A Kirkcaldy thief made off with almost £900 worth of cigarette from a town centre convenience store.
Ryan Brown was seen fleeing the McColl’s store on the High Street on April 11 last year.
Staff at a nearby casino alerted police.
When officers arrived, they found the door to the shop smashed in and packets of cigarettes strewn across the floor.
Brown, of Alison Street, admitted, breaking in and stealing cigarettes and tobacco and was ordered to complete 70 hours of unpaid work.
Solicitor Martin Maguire said the proceeds from the sale of the cigarettes were intended to fund his client’s drug addiction.
Valium trance
An army veteran who terrorised a Perth family in their home while armed with a replica handgun has been jailed. Allan Steele, 50, was in a Valium “trance” when he tried to force his way into the strangers’ property demanding money and drugs.
SIM number 1
A jailed armed robber was caught with an illicit SIM card at Perth Prison for a second time.
Harry Tant appeared at the city’s sheriff court and admitted having the unauthorised communications device on January 28 last year.
The 31-year-old is serving a four-and-a-half year sentence for holding up two Edinburgh shop workers with a hammer and a knife.
His jail time was extended earlier this year, after he admitted having a SIM card on December 3.
The court heard the second device was found during a routine cell search.
Sheriff Mungo Bovey jailed Tant for three months to run concurrently with his current sentence, meaning his earliest release date of June 2025 will not be affected.
SIM number 2
Perth prisoner Gary Thoms was caught using an illegal SIM card after a member of the public reported him phoning his girlfriend from his cell.
Guards descended on his room in A-Hall after the call on Halloween morning 2021.
The 40-year-old appeared at Perth Sheriff Court and admitted the offence.
Solicitor Scott Norrie said Thoms had been handed the illegal SIM card by his cellmate after running out of minutes on his prison-issued phone.
Thoms was sentenced to 160 days.
SIM number 3
Former inmate William Mason admitted having an illegal SIM at the jail on November 16, 2021 – just days after he was jailed for endangering the lives of six police officers by dragging them across a Perth car park.
Buckfast-fuelled Mason drove over a stinger and smashed into a police car at the end of a tense stand-off outside his home in Strathtay Road.
The 39-year-old, of Abbotshall Avenue, Glasgow, was caught with the SIM card during a routine search, fiscal depute Stuart Hamilton said.
Sentence was deferred until September 6.
Police probationer assault
A police probationer sexually assaulted a woman during a function at the Scottish Police College in Tulliallan, a court has heard. Jack Cooper was pushed away by his victim after he seized and handled her bottom on a dance floor at the police training centre near Kincardine in June last year. He has since resigned.
Bad move
A Kirkcaldy shop manager caused police to perform an emergency stop in a careless attempted overtake.
Mohammed Samad, 21, of Balsusney Road, pled guilty to driving carelessly on Kinghorn Road on August 29 last year.
He admitted crossing double white lines and attempting to overtake when it was unsafe, causing other road users to take evasive action to avoid a collision.
Procurator fiscal depute Michael Robertson told Kirkcaldy Sheriff Court an unmarked police car was travelling east on the 50mph road and approaching the bow of a hill when Samad’s Mercedes van was heading west on the wrong side of the road.
He said: “The officer had to perform an emergency stop and pull the vehicle to the left hand side to avoid a collision”.
Police turned their car around and turned on their blue lights and signalled the van to stop.
Samad’s defence lawyer said his client was driving behind a vehicle travelling at 20-to-30mph and, at the time he began the manoeuvre, saw the lines were broken before it changed to solid white lines.
The solicitor said his client went back on to his side of the road when he realised it was not safe to overtake.
The lawyer said it was a “momentary lapse of judgement”.
The solicitor said first offender Samad works in the family business running four Day Today shops in the Fife area.
He drives the work van to the cash-and-carry and transports goods between shops.
Sheriff Robert More fined Samad £400 and his driving licence was endorsed with four penalty points.
Cupboard-hiding bail breacher
A Dundee man warned by a court not to go near his partner, accidentally answered the intercom in her flat to police then hid behind coats in a cupboard. William Ferguson, 47, pretended not to be there after answering the buzzer during his illegal visit.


## What you need to do
Below are records; please give the number of their lines that contain the string "electrode", and only that number.
Segment Open
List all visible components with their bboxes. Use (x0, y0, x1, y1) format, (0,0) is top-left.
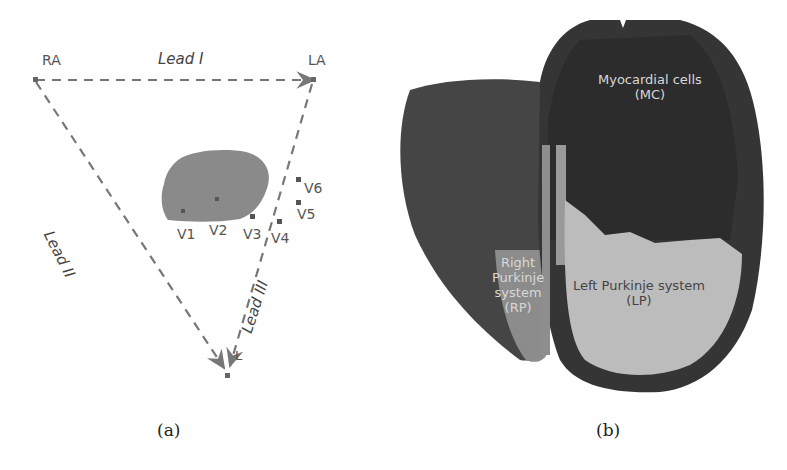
electrode-v1-marker (181, 209, 185, 213)
ll-electrode-marker (225, 373, 230, 378)
electrode-v2-marker (215, 197, 219, 201)
mc-name: Myocardial cells (598, 72, 702, 87)
v4-label: V4 (271, 230, 289, 246)
lead-i-label: Lead I (158, 50, 204, 68)
ll-label: L (235, 348, 242, 363)
rp-line3: system (492, 285, 544, 300)
rp-abbr: (RP) (492, 300, 544, 315)
lead-ii-arrow (36, 82, 224, 368)
lp-abbr: (LP) (573, 293, 705, 308)
septum-purkinje-strip (542, 145, 550, 355)
lp-name: Left Purkinje system (573, 278, 705, 293)
caption-b: (b) (596, 420, 620, 440)
rp-line1: Right (492, 255, 544, 270)
v1-label: V1 (177, 226, 195, 242)
v5-label: V5 (297, 206, 315, 222)
ra-electrode-marker (33, 77, 38, 82)
septum-purkinje-strip-2 (556, 145, 566, 265)
la-label: LA (308, 52, 326, 68)
v2-label: V2 (209, 222, 227, 238)
caption-a: (a) (157, 420, 180, 440)
mc-abbr: (MC) (598, 87, 702, 102)
rp-line2: Purkinje (492, 270, 544, 285)
electrode-v3-marker (250, 214, 255, 219)
mc-label: Myocardial cells (MC) (598, 72, 702, 102)
electrode-v4-marker (277, 219, 282, 224)
lp-label: Left Purkinje system (LP) (573, 278, 705, 308)
ra-label: RA (42, 52, 61, 68)
v6-label: V6 (304, 180, 322, 196)
la-electrode-marker (311, 77, 316, 82)
panel-a-einthoven-triangle: RA LA L Lead I Lead II Lead III V1 V2 V3… (0, 0, 380, 470)
electrode-v6-marker (296, 177, 301, 182)
heart-cross-section (380, 0, 787, 470)
panel-b-heart-model: Myocardial cells (MC) Right Purkinje sys… (380, 0, 787, 470)
electrode-v5-marker (296, 200, 301, 205)
heart-outline-icon (162, 150, 269, 222)
rp-label: Right Purkinje system (RP) (492, 255, 544, 315)
v3-label: V3 (243, 226, 261, 242)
Segment Closed
## Completed exercise
9